When John Wesley Powell explored the Colorado Plateau, he marveled at the complex maze of canyons.
Every river … has cut another canyon; every lateral creek has cut a canyon; every brook runs in a canyon; every rill born of a shower and born again of a shower and living only during these showers has cut for itself a canyon; so that the whole upper portion of the basin of the Colorado is traversed by a labyrinth of these deep gorges.
The one-armed Powell, having lost his right arm in the Battle of Shiloh while fighting for the Union during the Civil War, began his epic voyage down the Green and Colorado Rivers on May 4, 1869, then 35 years old, with four boats and eleven men. One of the men quit after a month, and three others left after two months. But three months and 900 miles after the start, the remaining party emerged from the mouth of the Grand Canyon.

Powell wrote of the expedition in Exploration of the Colorado River and Its Canyons, published in 1875 to much acclaim. In the interim, he had continued to explore and survey the Colorado Plateau region, including a repeat trip down the Green and Colorado Rivers in 1871-72, which also contributed to the book. During his career, he played a major role in founding the U.S. Geological Survey and was also one of the founders of the National Geographic Society.

Recognizing the American West was not only shaped by water, but that any settlement of the West would be dependent on water, a scarce resource in this dry region, Powell followed his Exploration with Report on the Lands of the Arid Region of the United States in 1878. In the report, he offered the bold idea of a gradual settlement of the West based on hydrologic studies that identified where irrigation was feasible, rather than an all-out land rush. As might be expected, politicians ignored his recommendation. Still, he served as the second chief of the U.S. Geological Survey with further exploration of western lands and as the first director of the Smithsonian Institution’s Bureau of Ethnology where he oversaw a group of ethnologists documenting the vanishing culture of Native Americans in the West and South.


Copy out the entries that follow exactly, leaving out the pictures.
Segment Start: Input records
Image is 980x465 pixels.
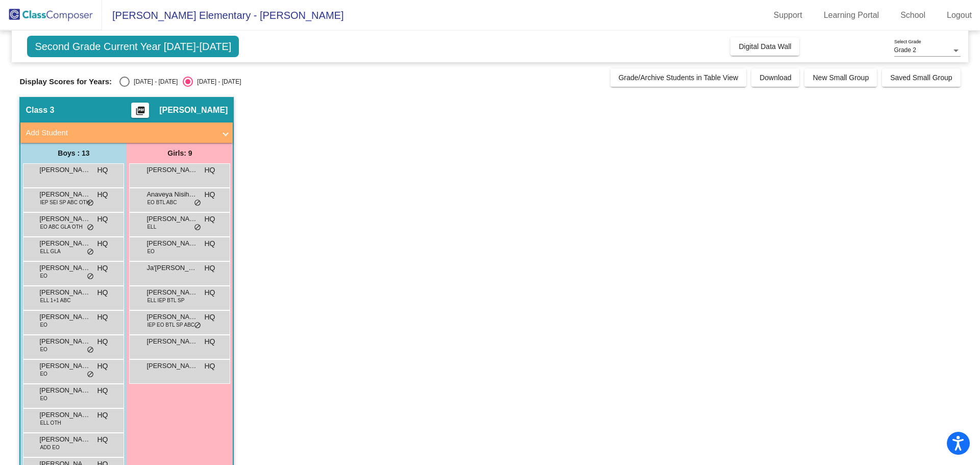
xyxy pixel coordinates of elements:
span: Saved Small Group [890,73,952,81]
span: HQ [97,287,108,298]
span: ELL GLA [40,247,60,255]
a: School [892,7,933,24]
span: [PERSON_NAME] [39,287,91,298]
span: Grade/Archive Students in Table View [619,73,739,81]
span: New Small Group [812,73,868,81]
span: ADD EO [40,443,59,451]
span: [PERSON_NAME] [146,336,197,346]
span: ELL 1+1 ABC [40,296,70,304]
span: ELL OTH [40,419,61,426]
span: HQ [204,165,215,176]
button: Grade/Archive Students in Table View [610,68,746,87]
span: [PERSON_NAME] [39,190,91,199]
span: [PERSON_NAME] [39,165,91,175]
button: Saved Small Group [882,68,960,87]
span: HQ [97,214,108,224]
span: [PERSON_NAME] Elementary - [PERSON_NAME] [102,7,344,24]
span: EO [40,272,47,279]
span: Anaveya Nisihura [146,190,197,199]
button: Digital Data Wall [730,37,799,56]
span: EO BTL ABC [147,199,176,206]
span: Download [760,73,791,81]
span: HQ [97,385,108,396]
span: HQ [97,336,108,347]
span: [PERSON_NAME] [39,214,91,224]
span: HQ [204,312,215,323]
span: HQ [97,312,108,323]
span: HQ [97,361,108,371]
span: HQ [204,361,215,371]
span: [PERSON_NAME] [146,238,197,249]
span: do_not_disturb_alt [87,371,94,378]
span: HQ [97,190,108,200]
span: do_not_disturb_alt [87,199,94,207]
span: [PERSON_NAME] [146,361,197,371]
a: Learning Portal [815,7,888,24]
span: do_not_disturb_alt [194,321,201,330]
span: Class 3 [26,105,54,115]
span: [PERSON_NAME] [146,165,197,175]
span: do_not_disturb_alt [87,346,94,354]
span: do_not_disturb_alt [87,224,94,232]
span: [PERSON_NAME] [39,410,91,420]
div: [DATE] - [DATE] [130,77,178,86]
span: Second Grade Current Year [DATE]-[DATE] [27,35,239,57]
span: [PERSON_NAME] [39,312,91,322]
span: do_not_disturb_alt [87,248,94,256]
span: HQ [204,190,215,200]
span: EO [40,394,47,402]
span: HQ [204,336,215,347]
span: ELL [147,223,156,231]
span: [PERSON_NAME] [39,336,91,346]
mat-panel-title: Add Student [26,127,215,139]
span: Grade 2 [894,47,916,54]
span: [PERSON_NAME] [159,105,228,115]
span: [PERSON_NAME] [39,238,91,249]
span: [PERSON_NAME] [39,361,91,371]
span: [PERSON_NAME] [146,312,197,322]
a: Logout [939,7,980,24]
span: Digital Data Wall [739,43,791,51]
button: New Small Group [804,68,876,87]
span: HQ [204,287,215,298]
span: HQ [97,165,108,176]
span: HQ [204,263,215,273]
mat-expansion-panel-header: Add Student [20,123,233,143]
span: EO [147,247,154,255]
div: Girls: 9 [127,143,233,163]
span: HQ [97,238,108,249]
span: do_not_disturb_alt [194,199,201,207]
span: [PERSON_NAME] [146,287,197,298]
span: [PERSON_NAME] [39,263,91,273]
span: EO [40,370,47,378]
span: HQ [97,263,108,273]
button: Print Students Details [131,102,149,118]
span: [PERSON_NAME] [39,385,91,395]
button: Download [751,68,799,87]
span: HQ [97,410,108,420]
span: EO ABC GLA OTH [40,223,82,231]
span: IEP EO BTL SP ABC [147,321,194,329]
span: IEP SEI SP ABC OTH [40,199,89,206]
div: Boys : 13 [20,143,127,163]
span: [PERSON_NAME] [39,434,91,445]
span: Display Scores for Years: [20,77,112,86]
span: HQ [204,238,215,249]
mat-icon: picture_as_pdf [134,106,146,120]
span: EO [40,346,47,353]
span: EO [40,321,47,329]
a: Support [766,7,810,24]
span: Ja'[PERSON_NAME] [146,263,197,273]
span: ELL IEP BTL SP [147,296,184,304]
span: do_not_disturb_alt [194,224,201,232]
span: [PERSON_NAME] [146,214,197,224]
span: HQ [204,214,215,224]
mat-radio-group: Select an option [119,77,241,87]
span: HQ [97,434,108,445]
span: do_not_disturb_alt [87,272,94,281]
div: [DATE] - [DATE] [193,77,241,86]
Segment End: Input records
▸ **Answer area**:
Image is 980x465 pixels.
xyxy pixel coordinates of elements:
span: Saved Small Group [890,73,952,81]
span: HQ [97,287,108,298]
span: ELL GLA [40,247,60,255]
a: School [892,7,933,24]
span: [PERSON_NAME] [39,287,91,298]
span: Grade/Archive Students in Table View [619,73,739,81]
span: New Small Group [812,73,868,81]
span: ADD EO [40,443,59,451]
span: [PERSON_NAME] [146,336,197,346]
span: ELL 1+1 ABC [40,296,70,304]
span: ELL OTH [40,419,61,426]
span: HQ [204,165,215,176]
button: Grade/Archive Students in Table View [610,68,746,87]
span: [PERSON_NAME] [39,190,91,199]
span: [PERSON_NAME] [39,165,91,175]
button: Saved Small Group [882,68,960,87]
span: HQ [97,214,108,224]
span: [PERSON_NAME] Elementary - [PERSON_NAME] [102,7,344,24]
span: EO [40,272,47,279]
span: Anaveya Nisihura [146,190,197,199]
button: Digital Data Wall [730,37,799,56]
span: EO BTL ABC [147,199,176,206]
span: Download [760,73,791,81]
span: HQ [97,385,108,396]
span: HQ [97,336,108,347]
span: [PERSON_NAME] [39,214,91,224]
span: HQ [204,312,215,323]
span: HQ [97,312,108,323]
span: HQ [97,361,108,371]
span: HQ [204,361,215,371]
span: [PERSON_NAME] [146,238,197,249]
span: do_not_disturb_alt [87,371,94,378]
span: HQ [97,190,108,200]
span: do_not_disturb_alt [87,199,94,207]
span: [PERSON_NAME] [146,361,197,371]
a: Learning Portal [815,7,888,24]
span: do_not_disturb_alt [194,321,201,330]
span: Class 3 [26,105,54,115]
span: [PERSON_NAME] [146,165,197,175]
span: do_not_disturb_alt [87,346,94,354]
span: do_not_disturb_alt [87,224,94,232]
span: [PERSON_NAME] [39,410,91,420]
div: [DATE] - [DATE] [130,77,178,86]
span: Second Grade Current Year [DATE]-[DATE] [27,35,239,57]
span: [PERSON_NAME] [39,312,91,322]
span: do_not_disturb_alt [87,248,94,256]
span: HQ [204,190,215,200]
span: EO [40,394,47,402]
span: HQ [204,336,215,347]
span: ELL [147,223,156,231]
span: [PERSON_NAME] [39,336,91,346]
mat-panel-title: Add Student [26,127,215,139]
span: Grade 2 [894,47,916,54]
span: [PERSON_NAME] [159,105,228,115]
span: [PERSON_NAME] [39,238,91,249]
span: [PERSON_NAME] [39,361,91,371]
span: [PERSON_NAME] [146,312,197,322]
a: Logout [939,7,980,24]
span: Digital Data Wall [739,43,791,51]
button: New Small Group [804,68,876,87]
span: HQ [204,287,215,298]
span: HQ [97,165,108,176]
span: HQ [204,263,215,273]
mat-expansion-panel-header: Add Student [20,123,233,143]
span: EO [147,247,154,255]
div: Girls: 9 [127,143,233,163]
span: HQ [97,238,108,249]
span: do_not_disturb_alt [194,199,201,207]
span: [PERSON_NAME] [146,287,197,298]
span: [PERSON_NAME] [39,263,91,273]
span: EO [40,370,47,378]
span: HQ [97,263,108,273]
button: Print Students Details [131,102,149,118]
span: [PERSON_NAME] [39,385,91,395]
button: Download [751,68,799,87]
span: HQ [97,410,108,420]
span: EO ABC GLA OTH [40,223,82,231]
span: IEP EO BTL SP ABC [147,321,194,329]
span: IEP SEI SP ABC OTH [40,199,89,206]
div: Boys : 13 [20,143,127,163]
span: [PERSON_NAME] [39,434,91,445]
span: Display Scores for Years: [20,77,112,86]
span: HQ [204,238,215,249]
mat-icon: picture_as_pdf [134,106,146,120]
span: EO [40,346,47,353]
span: EO [40,321,47,329]
a: Support [766,7,810,24]
span: Ja'[PERSON_NAME] [146,263,197,273]
span: ELL IEP BTL SP [147,296,184,304]
span: do_not_disturb_alt [194,224,201,232]
span: [PERSON_NAME] [146,214,197,224]
span: HQ [204,214,215,224]
mat-radio-group: Select an option [119,77,241,87]
span: HQ [97,434,108,445]
span: do_not_disturb_alt [87,272,94,281]
div: [DATE] - [DATE] [193,77,241,86]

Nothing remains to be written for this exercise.